Updating Firefox ESR — 1
Some months ago, starting with Firefox 67, the Firefox design was changed to support different user profiles for different versions of Firefox.
One result of this design change is users being greeted with a fresh profile, seemingly wiping previous configurations, add-ons, bookmarks, etc.
To some credit there was a warning dialog about the transition.
For people who use only one version of Firefox, restoring the previous profile is straightforward. Either launch Firefox with the profile manager (firefox --ProfileManager
) or, after starting Firefox, open about:profiles
.
With either approach, set the original profile as the default and delete the new profile. The new “empty” profile will be named default-release
.
Another approach is starting Firefox from a command line with MOZ_ALLOW_DOWNGRADE=1 firefox -P
.
Another way to avoid creating a new profile depends on a version of Firefox that supports the headless
feature.
- Open a terminal window.
- Run
firefox --headless
. - Press
Ctrl+C
to terminate Firefox. - Run Firefox normally from the desktop.
These approaches are fine for those who are computer savvy. Not so much for those who are not. Those who are not are left confused.

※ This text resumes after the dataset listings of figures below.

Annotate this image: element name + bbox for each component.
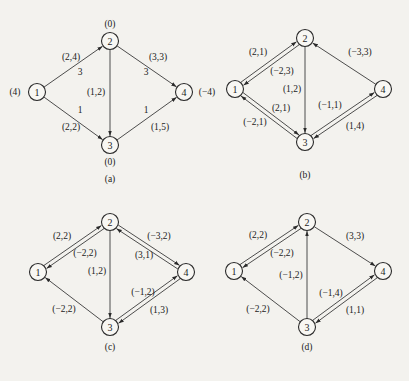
edge-label: (1,2)	[88, 266, 106, 277]
edge-label: (3,3)	[149, 52, 167, 63]
edge-label: (−2,3)	[270, 66, 294, 77]
edge-flow-value: 3	[144, 67, 149, 77]
edge-label: (3,1)	[135, 250, 153, 261]
edge-label: (−1,2)	[279, 270, 303, 281]
node-4: 4	[375, 81, 392, 98]
edge-label: (−1,1)	[318, 100, 342, 111]
edge-flow-value: 3	[78, 67, 83, 77]
edge-label: (1,4)	[346, 121, 364, 132]
edge-3-1: (−2,2)	[45, 277, 103, 321]
edge-1-2: (2,1)	[241, 42, 297, 83]
node-supply: (0)	[104, 157, 115, 168]
edge-label: (−3,3)	[348, 47, 372, 58]
node-label: 1	[233, 84, 238, 95]
edge-1-3: (2,1)	[243, 93, 299, 135]
arrow-line	[45, 277, 103, 321]
node-3: 3	[102, 137, 119, 154]
node-supply: (0)	[104, 19, 115, 30]
panel-c: (2,2)(−2,2)(1,2)(−2,2)(3,1)(−3,2)(1,3)(−…	[30, 214, 195, 354]
edge-label: (−1,2)	[131, 287, 155, 298]
node-1: 1	[29, 84, 46, 101]
edge-label: (−2,1)	[243, 117, 267, 128]
edge-label: (−2,2)	[52, 304, 76, 315]
node-label: 2	[108, 36, 113, 47]
edge-3-4: (1,3)	[116, 276, 178, 321]
edge-2-4: (3,3)	[314, 227, 375, 267]
arrow-line	[243, 93, 299, 135]
edge-1-2: (2,4)3	[44, 46, 103, 87]
edge-4-2: (−3,2)	[116, 229, 177, 269]
network-flow-figure: (2,4)3(2,2)1(1,2)(3,3)3(1,5)1(4)1(0)2(0)…	[0, 0, 409, 381]
edge-1-3: (2,2)1	[44, 97, 103, 140]
node-label: 3	[305, 322, 310, 333]
node-3: 3	[102, 319, 119, 336]
edge-label: (1,2)	[283, 84, 301, 95]
edge-4-3: (−1,4)	[315, 278, 377, 324]
edge-label: (1,2)	[87, 87, 105, 98]
node-label: 2	[303, 33, 308, 44]
node-1: 1	[226, 263, 243, 280]
edge-label: (2,4)	[62, 52, 80, 63]
edge-2-3: (1,2)	[88, 231, 110, 319]
node-supply: (4)	[9, 87, 20, 98]
arrow-line	[117, 97, 177, 140]
edge-label: (−2,2)	[73, 248, 97, 259]
node-label: 3	[108, 322, 113, 333]
edge-3-2: (−1,2)	[279, 231, 307, 319]
node-label: 2	[305, 217, 310, 228]
node-label: 3	[303, 137, 308, 148]
edge-label: (2,1)	[249, 47, 267, 58]
edge-3-4: (1,5)1	[117, 97, 177, 140]
node-4: 4	[375, 263, 392, 280]
edge-label: (1,5)	[151, 122, 169, 133]
panel-caption: (b)	[299, 170, 310, 181]
edge-2-3: (1,2)	[283, 47, 305, 134]
edge-2-4: (3,3)3	[117, 46, 177, 87]
node-2: 2	[102, 214, 119, 231]
edge-4-3: (−1,1)	[314, 95, 378, 138]
node-label: 4	[182, 87, 187, 98]
node-3: 3	[299, 319, 316, 336]
arrow-line	[311, 92, 375, 135]
node-4: 4	[178, 264, 195, 281]
edge-label: (2,2)	[53, 231, 71, 242]
node-1: 1	[30, 264, 47, 281]
edge-1-2: (2,2)	[44, 225, 102, 265]
edge-2-3: (1,2)	[87, 50, 110, 137]
node-2: 2	[102, 33, 119, 50]
edge-label: (2,2)	[62, 122, 80, 133]
node-label: 2	[108, 217, 113, 228]
edge-4-2: (−3,3)	[313, 43, 376, 84]
edge-flow-value: 1	[144, 105, 149, 115]
node-label: 3	[108, 140, 113, 151]
edge-label: (−2,2)	[270, 248, 294, 259]
edge-4-3: (−1,2)	[118, 279, 180, 324]
panel-d: (2,2)(−2,2)(−1,2)(−2,2)(3,3)(1,1)(−1,4)1…	[226, 214, 392, 354]
node-label: 4	[184, 267, 189, 278]
node-4: 4	[176, 84, 193, 101]
edge-3-4: (1,4)	[311, 92, 375, 135]
node-label: 4	[381, 266, 386, 277]
node-2: 2	[297, 30, 314, 47]
edge-1-2: (2,2)	[240, 225, 298, 264]
panel-caption: (d)	[301, 342, 312, 353]
node-label: 1	[232, 266, 237, 277]
arrow-line	[44, 97, 103, 140]
edge-3-1: (−2,2)	[241, 276, 300, 321]
edge-label: (1,1)	[346, 305, 364, 316]
edge-flow-value: 1	[78, 105, 83, 115]
node-label: 4	[381, 84, 386, 95]
arrow-line	[118, 279, 180, 324]
arrow-line	[241, 276, 300, 321]
edge-label: (3,3)	[346, 231, 364, 242]
edge-label: (1,3)	[150, 305, 168, 316]
edge-label: (2,2)	[249, 230, 267, 241]
edge-label: (2,1)	[272, 103, 290, 114]
edge-label: (−2,2)	[246, 304, 270, 315]
panel-caption: (c)	[105, 342, 116, 353]
arrow-line	[314, 227, 375, 267]
panel-b: (2,1)(−2,3)(2,1)(−2,1)(1,2)(−3,3)(1,4)(−…	[227, 30, 392, 182]
node-2: 2	[299, 214, 316, 231]
edge-label: (−3,2)	[147, 231, 171, 242]
node-3: 3	[297, 134, 314, 151]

These approaches work fine for single users, but are frustrating for administrators with users to support.
This new profile approach is irritating. The default behavior should have been to leave profiles alone. Only savvy users have multiple profiles or multiple versions installed.
At work we use Firefox ESR. I avoided the proverbial ESR 68 handwriting on the wall by creating a custom shell script.
On first launch of Firefox 68, Firefox generates a 16 character hash. This hash is used in two user profile INI files. The hash is reproducible but is specific to each Firefox installation. A generic 16 character hash won’t suffice.
For the curious, the hash generation code is in other-licenses/nsis/Contrib/CityHash
.
Needing to know the generated Firefox hash is not required. Firefox can be coaxed into not generating a new profile by modifying each user’s prefs.js
and compatibility.ini
files.
My script worked only in a Linux environment and not in Windows.
I have my doubts about the benefit of such a change. I suspect only developers and geeks would want such a feature.